NEW YORK (GenomeWeb News) – The National Institutes of Health has awarded a $6 million grant to the National Disease Research Interchange, which will work with partners to procure new organ and tissue donors for the next phase of the Genotype-Tissue Expression, or GTEx, project, NDRI said today.

The GTEx effort was launched by the NIH Common Fund in 2010 to provide the research community with a resource for studies of how gene expression and regulation are related to genetic variation, and how these factors are correlated with human disease.

"GTEx has an ambitious program to finely analyze genetic and epigenetic variations in human cells within each of the different organs. The results, once we learn to interpret the massive amounts of data, will bring us one step closer to understanding the many subtle signatures of human organs," Meenhard Herlyn, a professor at the Wistar Institute and chairman of NDRI's board of directors, said in a statement.

This new funding is part of a scale-up of the GTEx project, which has concluded a pilot phase that tested the feasibility of collecting high-quality tissue from 30 to 50 sites in the body.

NDRI and its partners now will use this round of funding over the next 15 months to procure 150 organ donors and 100 tissue donors.
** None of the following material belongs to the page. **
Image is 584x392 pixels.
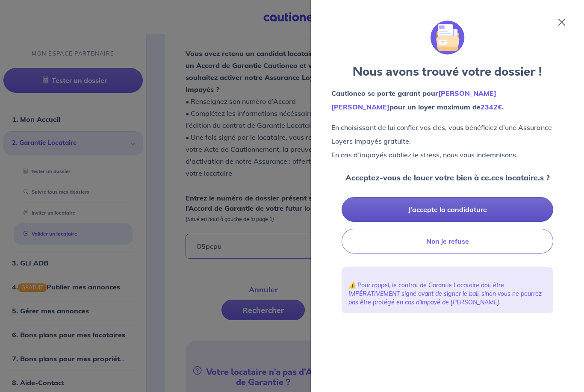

A second 15-month phase is set to follow this one, and NDRI's goal is to have procured 700 new donors when both phases are completed.

NDRI's partners on the project include the collaborators at the Gift of Life Donor Program in Philadelphia; LifeNet Health in, Virginia Beach, Va.; Pittsburgh's Center for Organ Recovery and Education; the Washington Regional Transplant Community, Washington, DC; and Houston's LifeGift.

"We've found over the course of the pilot project that the quality of the donor tissue collected by NDRI was extremely good. As we move in to the scale up, the next challenge will be to maintain this level of quality, while doubling the number of donors collected for the study," the Broad Institute's Kristin Ardlie, co-principal investigator on the project, said in a statement.

This award also includes $1.1 million to fund a sub-study of some of the ethical, legal, and social implications related to donor recruitment and consent policies.

This project, which NDRI will conduct with partners at Virginia Commonwealth University, will study the impact of stress and complex information on donor's families and how that can inform the consent process as well as how variations in consent and request methods can affect the potential donors. The overall goal of this project will be to develop a set of recommendations to maximize the likelihood that families will make informed decisions about consenting to donate samples and organs.